The bright side of Compellent

Since I was bemoaning Compellent’s pricing recently I figured it would be unfair of me not to highlight the upside. Their tagline is (or was when we purchased it) “The only SAN so sophisticated it’s simple.” While I can’t say whether they’re the ONLY one, the idea is definitely true. This is the first SAN I’ve ever used, and aside from the learning curve for iSCSI itself (targets, spinup delay, etc.) it’s totally simple and intuitive. Create LUNs, map them to servers. Don’t worry about things like RAID levels or hot disks. We’re into our second year with Compellent and it’s definitely lived up to its promise of simplicity.

I don’t know how much management the average SAN requires but our sales rep recently asked me how much time per week we spend managing the SAN. I crinkled my brow, because I don’t really spend any time managing the SAN. I’ve logged in to the web interface a lot more over the past few weeks than I normally do because the SAN filled up quickly due to our experimentation with Hadoop, and I wanted to make sure we didn’t get to 100% before I was able to order more disks. But aside from that incident I think the only times I’ve logged in to the management console have been to add a LUN or map a datastore to a new ESX host.

I was reminded about this simplicity when we finally added the disks last week. We went to the datacenter Wednesday to move some servers around in the racks to ensure there would be enough power in the SAN rack for the new enclosure (16x 2TB disks). We also updated a firmware update for the SAN (required so it would recognize the new 2TB drives). We have redundant controllers, so we were told there shouldn’t be any downtime. I don’t tend to trust those types of statements – if someone says something will be down for an hour I budget for 4. If it’s 8 hours I budget for a day. If it’s zero I just think they’re lying and it’s going to explode and kill people.

So all things considered I was rather impressed. We have dual controllers, so the update was installed on one controller first, and that controller rebooted. When it rebooted, the iSCSI traffic did actually fail over properly to the secondary controller. This wasn’t completely flawless – the console on some of the machines showed some iSCSI errors, but the machines seemed to be working fine (I rebooted them just to be safe). A couple of the VMs (whose data/swap drives are all on the SAN) barfed and had to be rebooted – I think our Jabber server was the only casualty, but that was back up in under a minute. When the second controller updated itself, its traffic failed back over to the first one. When it was all done (took about 30 mins total) there was a warning about the ports being unbalanced, which was rectified by clicking the “rebalance ports” button. So all in all, I’d say there was “pretty much” no downtime. After the update, we racked the new enclosure and called it a day.

This week a tech from Compellent came onsite to do the actual install for the enclosure (hooking up the fibre loops and installing the new license). This was really zero downtime. I got some alerts that one of the loops was down, but it didn’t affect anything. Pop the disks in, wire it up, install license, and we’ve got another 32 TB usable space. It’s been over a day and the data is in the process of moving from our tier 1 (32x 15krpm FC disks) down to tier 3 (SATA). All in all it was a pretty painless procedure. Sure, it would have been easier had we not had to do the firmware update, but I guess when a new type of drive is introduced that’s to be expected.

So in conclusion, I guess this just reinforces my theory that the only bad thing about Compellent is the price. And if that’s the worst thing someone can say about your product, that’s probably a pretty good place to be.

4 Replies to “The bright side of Compellent”

  1. Hadoop (If I’ve read right) doesn’t seem like an ideal fit for compellent. On the compellent you already have the redundancy and hadoop tries to keep three copies of things, multiplying your disk storage. You can’t use non-redundant either because the lun is striped over all the disks, so If you lose a disk, you lose all three copies of your hadoop stored data. Of course you can get around this by creating different disk folders/storage pools for each hadoop node.

  2. That’s completely correct. Implementing Hadoop in VMware on a SAN (not just compellent) basically defeats the purpose of Hadoop – distributing the query across machines with their own CPU and disk IO. We did it this way to test the waters before spending money on dedicated hardware. I think we’re more likely to implement this in Amazon Elastic MapReduce rather than shelling out the money for new hardware just for Hadoop.

  3. Just had a Compellent installed at our office. So far I like it. Haven’t had much time to play with it. We’re moving to Office 365, so we’ve been working on that plus getting ready to move to a Co-Lo.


* TASK INSTRUCTIONS:
Report back every line of the entries that contains "tick", exactly as written.

* INPUT FOR THIS TASK:

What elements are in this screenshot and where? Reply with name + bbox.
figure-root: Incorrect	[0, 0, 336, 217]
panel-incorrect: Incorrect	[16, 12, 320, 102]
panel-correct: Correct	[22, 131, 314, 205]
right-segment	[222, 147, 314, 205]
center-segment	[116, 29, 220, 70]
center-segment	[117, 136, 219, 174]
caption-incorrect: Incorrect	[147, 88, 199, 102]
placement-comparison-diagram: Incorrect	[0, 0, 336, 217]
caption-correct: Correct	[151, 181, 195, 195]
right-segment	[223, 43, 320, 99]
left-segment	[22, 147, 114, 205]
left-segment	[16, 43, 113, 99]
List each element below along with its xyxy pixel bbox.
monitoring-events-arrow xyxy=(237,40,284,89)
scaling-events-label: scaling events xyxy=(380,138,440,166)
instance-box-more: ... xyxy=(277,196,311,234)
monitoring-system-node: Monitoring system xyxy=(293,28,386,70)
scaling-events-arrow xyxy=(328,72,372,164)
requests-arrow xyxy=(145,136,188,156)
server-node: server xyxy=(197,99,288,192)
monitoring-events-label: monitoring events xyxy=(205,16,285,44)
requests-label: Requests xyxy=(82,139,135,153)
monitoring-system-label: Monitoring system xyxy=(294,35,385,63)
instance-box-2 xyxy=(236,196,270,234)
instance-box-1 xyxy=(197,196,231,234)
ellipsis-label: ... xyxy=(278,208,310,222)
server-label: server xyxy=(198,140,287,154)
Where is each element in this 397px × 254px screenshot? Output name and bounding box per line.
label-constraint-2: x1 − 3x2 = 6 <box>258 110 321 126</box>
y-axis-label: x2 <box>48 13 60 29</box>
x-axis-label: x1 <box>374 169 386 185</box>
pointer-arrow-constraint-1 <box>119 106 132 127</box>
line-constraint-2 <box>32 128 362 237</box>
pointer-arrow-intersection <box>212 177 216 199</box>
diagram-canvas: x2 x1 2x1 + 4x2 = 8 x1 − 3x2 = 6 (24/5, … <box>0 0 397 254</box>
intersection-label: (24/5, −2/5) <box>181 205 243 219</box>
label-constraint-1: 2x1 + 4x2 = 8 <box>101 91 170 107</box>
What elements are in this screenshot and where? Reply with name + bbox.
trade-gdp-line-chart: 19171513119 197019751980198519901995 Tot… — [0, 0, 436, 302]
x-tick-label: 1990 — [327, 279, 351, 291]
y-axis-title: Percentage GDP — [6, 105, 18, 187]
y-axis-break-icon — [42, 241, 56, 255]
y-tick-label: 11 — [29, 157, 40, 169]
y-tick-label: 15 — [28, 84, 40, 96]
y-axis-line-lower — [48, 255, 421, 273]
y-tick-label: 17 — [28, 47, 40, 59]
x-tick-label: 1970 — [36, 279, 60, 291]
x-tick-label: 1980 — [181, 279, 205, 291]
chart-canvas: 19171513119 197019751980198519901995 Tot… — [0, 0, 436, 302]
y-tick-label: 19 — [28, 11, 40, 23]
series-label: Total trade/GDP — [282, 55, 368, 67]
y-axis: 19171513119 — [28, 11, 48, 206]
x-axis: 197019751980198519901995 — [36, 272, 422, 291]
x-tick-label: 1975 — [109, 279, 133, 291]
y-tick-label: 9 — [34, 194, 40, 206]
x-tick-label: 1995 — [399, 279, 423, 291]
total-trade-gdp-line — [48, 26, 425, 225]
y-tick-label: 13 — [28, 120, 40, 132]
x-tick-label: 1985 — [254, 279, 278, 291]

* SOLUTION BELOW:
x-tick-label: 1990 — [327, 279, 351, 291]
y-tick-label: 11 — [29, 157, 40, 169]
y-tick-label: 15 — [28, 84, 40, 96]
y-tick-label: 17 — [28, 47, 40, 59]
x-tick-label: 1970 — [36, 279, 60, 291]
x-tick-label: 1980 — [181, 279, 205, 291]
y-tick-label: 19 — [28, 11, 40, 23]
x-tick-label: 1975 — [109, 279, 133, 291]
y-tick-label: 9 — [34, 194, 40, 206]
x-tick-label: 1995 — [399, 279, 423, 291]
y-tick-label: 13 — [28, 120, 40, 132]
x-tick-label: 1985 — [254, 279, 278, 291]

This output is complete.